Homeowners want no trash left behind

High schoolers not deemed best of neighbors

Dan Rolf wants to be a nice guy about all the high school students who linger on his corner before classes and during their lunch hour.

“I don’t want to be a grouch about this,” Rolf said. “Lawrence High is in our neighborhood.”

But their trash – half-eaten hamburgers, Styrofoam trays, fast-food sacks and cigarette butts – is getting to him.

The students often make it difficult for his family to use their own sidewalk and driveway leading up to their home at 1945 Ohio.

“It’s pretty obnoxious when my wife can’t walk down the sidewalk,” he said.

LHS is only a block to the west from his home.

“It seems like something needs to be done,” he said. “There needs to be a long-term solution.”

Kathy Deel, 1940 Ohio, said trash is a daily problem.

“They leave their lunch sacks out on the street or on our yard,” Deel said. Cigarette butts and drink cups are also left behind.

Deel, who has lived on the street for 30 years, said she hadn’t complained to the school about it for a while. One year, LHS sent over someone to pick up the trash after school, she said.

Rolf, 30, the director of the architectural resource center at Kansas University’s Marvin Hall, bought his house earlier this year. When he, his wife and their 3-year-old son moved in last March they found they had visitors out in front of their home every school day.

Neighbors complain about trash left in their yards.

“It was a total surprise,” Rolf said.

It’s not so much the crowd of students Rolf has a problem with. He has lived in densely populated neighborhoods before in the San Francisco and Kansas City areas. It’s just cleaning up the trash and dealing with people coming onto his property, he said.

Last spring, he talked to those gathering outside his house and asked them to pick up their litter. That seemed to work some. But it’s a new year, a new group of students and he’s back to square one.

“No matter how many times I talk to them, it’s going to be a different group next year,” he said. And that’s why a long-term solution is needed, he said.

Jerry Schultz, a member of the Centennial Neighborhood Assn. steering committee, said the problem has come up in the past.

“I’m always keeping an eye on that, too, because I’m just a block over on 20th and Tennessee,” Schultz said.

“The school will work with us. They have in the past, anyway,” he said.

Steve Nilhas, LHS principal, said the school tries to work with neighborhoods.

“When you concentrate 1,500 people (which includes some 1,300 students) in an area of two square blocks, there are always going to be some concerns,” Nilhas said.

“We want to exist in this neighborhood and be good neighbors,” he said. “So certainly we’re going to do what we can to make it better.”

Neighbors who move near a school should be treated with respect by the students, he said.

As a start, LHS will install some additional trash cans in the LHS Annex parking lot along Louisiana street near 20th Street, he said.

“We put it in the announcements from time to time,” he said. “We talk to kids that park out there they need to take care of trash.”

Even though students haven’t been suspended for littering in the neighborhood, the school does take an interest, he said.

Nilhas said there has been some discussion about keeping students on campus for lunch.

“That’s something the community will have to decide about how they want to handle that,” he said.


Work required:
From the records below, copy out each line that has the word "swatch".

......

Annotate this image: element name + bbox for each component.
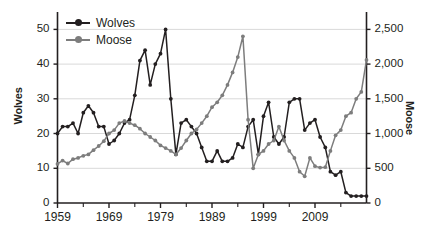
legend-item-wolves: Wolves (66, 14, 135, 31)
y2-tick-label: 2,500 (375, 23, 417, 35)
y2-tick-label: 500 (375, 162, 417, 174)
legend: Wolves Moose (66, 14, 135, 48)
y-tick-label: 30 (16, 93, 50, 105)
x-tick-label: 2009 (292, 211, 338, 223)
y2-tick-label: 0 (375, 197, 417, 209)
legend-item-moose: Moose (66, 31, 135, 48)
legend-swatch-wolves (66, 18, 90, 28)
y2-tick-label: 1,000 (375, 128, 417, 140)
legend-label-moose: Moose (96, 33, 132, 47)
series-wolves (56, 28, 369, 199)
data-series-layer (56, 28, 369, 199)
y-tick-label: 10 (16, 162, 50, 174)
x-tick-label: 1959 (35, 211, 81, 223)
y2-tick-label: 2,000 (375, 58, 417, 70)
x-tick-label: 1989 (189, 211, 235, 223)
x-tick-label: 1979 (138, 211, 184, 223)
wolf-moose-population-chart: Wolves Moose 0102030405005001,0001,5002,… (0, 0, 424, 233)
legend-label-wolves: Wolves (96, 16, 135, 30)
legend-swatch-moose (66, 35, 90, 45)
tick-marks (54, 29, 371, 208)
y-tick-label: 50 (16, 23, 50, 35)
y-tick-label: 0 (16, 197, 50, 209)
series-moose (56, 34, 369, 178)
y-tick-label: 20 (16, 128, 50, 140)
y-tick-label: 40 (16, 58, 50, 70)
plot-area (0, 0, 424, 233)
y2-tick-label: 1,500 (375, 93, 417, 105)
x-tick-label: 1969 (86, 211, 132, 223)
x-tick-label: 1999 (241, 211, 287, 223)
gridlines (58, 29, 367, 168)
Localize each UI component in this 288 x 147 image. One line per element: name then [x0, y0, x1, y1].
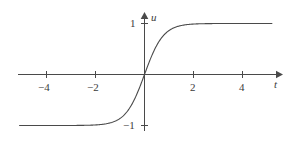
y-axis-name-label: u: [151, 12, 157, 23]
x-tick-label-2: 2: [190, 82, 196, 93]
y-axis-arrow-icon: [141, 12, 149, 19]
y-tick-label-1: 1: [130, 18, 136, 29]
y-tick-label-minus-1: −1: [123, 120, 135, 131]
x-axis-name-label: t: [274, 79, 277, 90]
x-axis-arrow-icon: [276, 71, 283, 79]
x-tick-label-minus-2: −2: [87, 82, 99, 93]
chart-figure: −4 −2 2 4 1 −1 u t: [0, 0, 288, 147]
plot-canvas: [0, 0, 288, 147]
x-tick-label-4: 4: [239, 82, 245, 93]
x-tick-label-minus-4: −4: [38, 82, 50, 93]
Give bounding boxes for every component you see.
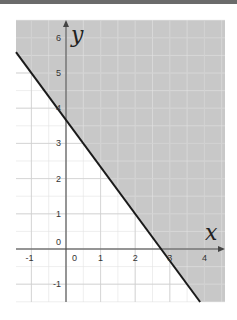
y-tick-label: 2 xyxy=(56,174,61,184)
y-tick-label: 1 xyxy=(56,209,61,219)
y-tick-label: -1 xyxy=(53,279,61,289)
x-tick-label: 2 xyxy=(133,253,138,263)
x-tick-label: 1 xyxy=(98,253,103,263)
x-tick-label: 3 xyxy=(167,253,172,263)
y-axis-label: y xyxy=(70,22,84,47)
x-tick-label: 4 xyxy=(202,253,207,263)
y-tick-label: 4 xyxy=(56,103,61,113)
y-tick-label: 3 xyxy=(56,138,61,148)
x-axis-label: x xyxy=(205,220,218,245)
y-tick-label: 0 xyxy=(56,237,61,247)
y-tick-label: 6 xyxy=(56,33,61,43)
inequality-graph: -112340-10123456xy xyxy=(0,0,237,320)
origin-label: 0 xyxy=(72,253,77,263)
x-tick-label: -1 xyxy=(25,253,33,263)
y-tick-label: 5 xyxy=(56,68,61,78)
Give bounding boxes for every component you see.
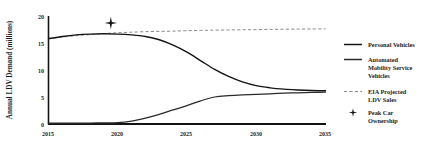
legend-item-personal-vehicles[interactable]: Personal Vehicles [344,41,415,48]
x-axis-ticks: 2015 2020 2025 2030 2035 [42,131,331,137]
x-tick-label: 2035 [319,131,331,137]
x-tick-label: 2025 [180,131,192,137]
legend-label: Vehicles [368,72,390,79]
chart-figure: Annual LDV Demand (millions) 20 15 10 5 … [0,0,430,148]
y-tick-label: 0 [41,122,44,128]
y-axis-ticks: 20 15 10 5 0 [38,14,44,128]
legend-label: EIA Projected [368,88,407,95]
legend-item-eia-projected-ldv-sales[interactable]: EIA Projected LDV Sales [344,88,407,103]
line-chart: Annual LDV Demand (millions) 20 15 10 5 … [0,0,430,148]
legend-label: Ownership [368,117,398,124]
four-pointed-star-icon [349,108,357,116]
y-axis-label: Annual LDV Demand (millions) [6,20,14,119]
y-tick-label: 5 [41,95,44,101]
series-group [49,29,326,123]
legend-label: Personal Vehicles [368,41,415,48]
legend-item-peak-car-ownership[interactable]: Peak Car Ownership [349,108,398,123]
x-tick-label: 2020 [111,131,123,137]
y-tick-label: 20 [38,14,44,20]
legend-label: LDV Sales [368,96,397,103]
peak-car-ownership-star-icon [105,17,117,29]
y-tick-label: 10 [38,68,44,74]
x-tick-label: 2015 [42,131,54,137]
legend-label: Peak Car [368,109,394,116]
legend-item-automated-mobility-service-vehicles[interactable]: Automated Mobility Service Vehicles [344,56,412,79]
legend-label: Automated [368,56,399,63]
chart-legend: Personal Vehicles Automated Mobility Ser… [344,41,415,124]
legend-label: Mobility Service [368,64,412,71]
x-tick-label: 2030 [250,131,262,137]
series-line-automated-mobility-service-vehicles [49,92,326,123]
y-tick-label: 15 [38,41,44,47]
series-line-personal-vehicles [49,34,326,91]
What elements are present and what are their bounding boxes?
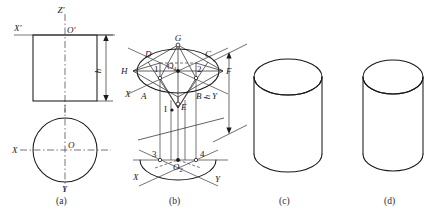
panel-a-label-o: O: [68, 140, 75, 150]
caption-a: (a): [56, 196, 67, 206]
panel-b-label-C: C: [205, 49, 212, 59]
panel-a-label-h: h: [93, 68, 103, 73]
figure-root: Z' X' O' X Y O h: [0, 0, 433, 219]
panel-d-cylinder: [363, 60, 423, 171]
caption-d: (d): [384, 196, 395, 206]
panel-b-node-E: [176, 102, 180, 106]
panel-b-node-G: [176, 43, 180, 47]
panel-c-cylinder: [254, 59, 322, 172]
panel-a-label-o-prime: O': [67, 25, 76, 35]
figure-footer-caption: [0, 210, 433, 219]
caption-b: (b): [169, 196, 180, 206]
panel-d-top-front-edge: [363, 77, 423, 94]
panel-b-label-A: A: [140, 91, 147, 101]
panel-b-label-G: G: [175, 33, 182, 43]
panel-b-node-1t: [158, 76, 161, 79]
panel-b-label-D: D: [144, 49, 152, 59]
panel-b-label-F: F: [225, 66, 232, 76]
panel-b-label-y-lower: Y: [215, 174, 221, 184]
panel-b-label-x-lower: X: [132, 172, 139, 182]
panel-b-node-3: [158, 158, 161, 161]
panel-b-label-1: 1: [154, 64, 159, 74]
panel-b-node-I: [170, 108, 173, 111]
panel-d-bottom-arc: [363, 154, 423, 171]
panel-a-label-y: Y: [62, 184, 68, 194]
drawing-canvas: Z' X' O' X Y O h: [0, 0, 433, 219]
panel-a-label-z-prime: Z': [58, 5, 66, 15]
panel-b-dim-arrow-up: [226, 52, 231, 59]
caption-c: (c): [279, 196, 290, 206]
panel-b-label-I: I: [164, 104, 167, 114]
panel-b-label-h: h: [202, 94, 212, 99]
panel-b-label-H: H: [120, 66, 128, 76]
panel-b-lower-rhombus-upper-edge: [138, 118, 224, 140]
panel-c-top-front-edge: [254, 77, 322, 95]
panel-a-arrow-down: [103, 95, 108, 102]
panel-a-arrow-up: [103, 35, 108, 42]
panel-b-node-4: [194, 158, 197, 161]
panel-a-orthographic: Z' X' O' X Y O h: [11, 5, 115, 194]
panel-b-label-2: 2: [197, 64, 202, 74]
panel-a-label-x-prime: X': [13, 23, 22, 33]
panel-b-label-3: 3: [152, 149, 157, 159]
panel-b-label-O2: O2: [173, 162, 184, 173]
panel-a-label-x: X: [11, 145, 18, 155]
panel-b-label-4: 4: [200, 149, 205, 159]
panel-b-label-y-upper: Y: [212, 91, 218, 101]
panel-b-node-2t: [194, 76, 197, 79]
panel-b-label-x-upper: X: [124, 89, 131, 99]
panel-b-isometric-construction: G C D H F A B E I 1 2 3 4 O1 O2 X Y X Y …: [120, 33, 247, 186]
panel-b-label-E: E: [180, 102, 187, 112]
panel-c-bottom-arc: [254, 154, 322, 172]
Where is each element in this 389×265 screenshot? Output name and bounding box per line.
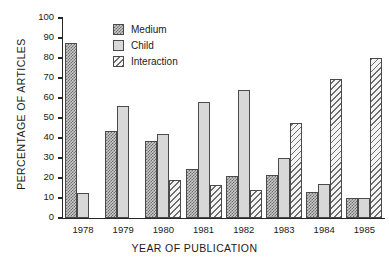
y-tick-label: 0 — [20, 211, 54, 222]
y-tick-mark — [58, 37, 63, 38]
bar-1978-child — [77, 193, 89, 218]
legend-label-child: Child — [131, 40, 154, 51]
y-tick-label: 40 — [20, 131, 54, 142]
legend-item-interaction: Interaction — [113, 53, 178, 69]
x-tick-label-1981: 1981 — [184, 224, 224, 235]
legend-label-interaction: Interaction — [131, 56, 178, 67]
y-tick-mark — [58, 177, 63, 178]
legend-swatch-child-icon — [113, 40, 124, 51]
bar-1978-medium — [65, 43, 77, 218]
y-tick-mark — [58, 197, 63, 198]
legend-label-medium: Medium — [131, 24, 167, 35]
bar-group-1983 — [266, 18, 302, 218]
y-tick-label: 80 — [20, 51, 54, 62]
x-tick-label-1982: 1982 — [224, 224, 264, 235]
x-axis-title: YEAR OF PUBLICATION — [0, 242, 389, 254]
bar-1982-child — [238, 90, 250, 218]
y-tick-mark — [58, 97, 63, 98]
x-tick-label-1983: 1983 — [264, 224, 304, 235]
bar-group-1985 — [346, 18, 382, 218]
legend-swatch-interaction-icon — [113, 56, 124, 67]
bar-1984-interaction — [330, 79, 342, 218]
y-tick-label: 20 — [20, 171, 54, 182]
x-tick-label-1980: 1980 — [143, 224, 183, 235]
bar-chart-figure: PERCENTAGE OF ARTICLES 01020304050607080… — [0, 0, 389, 265]
plot-area: 0102030405060708090100 — [62, 18, 384, 218]
x-tick-label-1984: 1984 — [304, 224, 344, 235]
legend-item-child: Child — [113, 37, 178, 53]
bar-1980-medium — [145, 141, 157, 218]
y-tick-label: 90 — [20, 31, 54, 42]
bar-1981-interaction — [210, 185, 222, 218]
bar-1982-medium — [226, 176, 238, 218]
y-tick-mark — [58, 137, 63, 138]
bar-1981-child — [198, 102, 210, 218]
y-tick-label: 10 — [20, 191, 54, 202]
bar-group-1981 — [186, 18, 222, 218]
y-tick-mark — [58, 57, 63, 58]
y-tick-mark — [58, 217, 63, 218]
x-tick-label-1978: 1978 — [63, 224, 103, 235]
bar-group-1984 — [306, 18, 342, 218]
bar-1980-interaction — [169, 180, 181, 218]
bar-1984-medium — [306, 192, 318, 218]
y-tick-label: 60 — [20, 91, 54, 102]
y-tick-label: 70 — [20, 71, 54, 82]
bar-group-1978 — [65, 18, 101, 218]
legend-swatch-medium-icon — [113, 24, 124, 35]
bar-1985-medium — [346, 198, 358, 218]
x-tick-label-1979: 1979 — [103, 224, 143, 235]
bar-1985-interaction — [370, 58, 382, 218]
y-tick-mark — [58, 117, 63, 118]
x-tick-label-1985: 1985 — [344, 224, 384, 235]
bar-1983-interaction — [290, 123, 302, 218]
y-tick-mark — [58, 77, 63, 78]
bar-1980-child — [157, 134, 169, 218]
y-tick-mark — [58, 157, 63, 158]
bar-1979-child — [117, 106, 129, 218]
bar-1983-medium — [266, 175, 278, 218]
x-axis-line — [61, 218, 385, 219]
bar-1981-medium — [186, 169, 198, 218]
bar-1984-child — [318, 184, 330, 218]
y-tick-label: 100 — [20, 11, 54, 22]
bar-group-1982 — [226, 18, 262, 218]
bar-1983-child — [278, 158, 290, 218]
y-tick-label: 50 — [20, 111, 54, 122]
y-tick-mark — [58, 17, 63, 18]
bar-1982-interaction — [250, 190, 262, 218]
legend-item-medium: Medium — [113, 21, 178, 37]
bar-1979-medium — [105, 131, 117, 218]
y-tick-label: 30 — [20, 151, 54, 162]
bar-1985-child — [358, 198, 370, 218]
chart-legend: Medium Child Interaction — [113, 21, 178, 69]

......

Your response:
legend-swatch-wolves (66, 18, 90, 28)
legend-swatch-moose (66, 35, 90, 45)
legend-swatch-child-icon — [113, 40, 124, 51]
legend-swatch-interaction-icon — [113, 56, 124, 67]
legend-swatch-medium-icon — [113, 24, 124, 35]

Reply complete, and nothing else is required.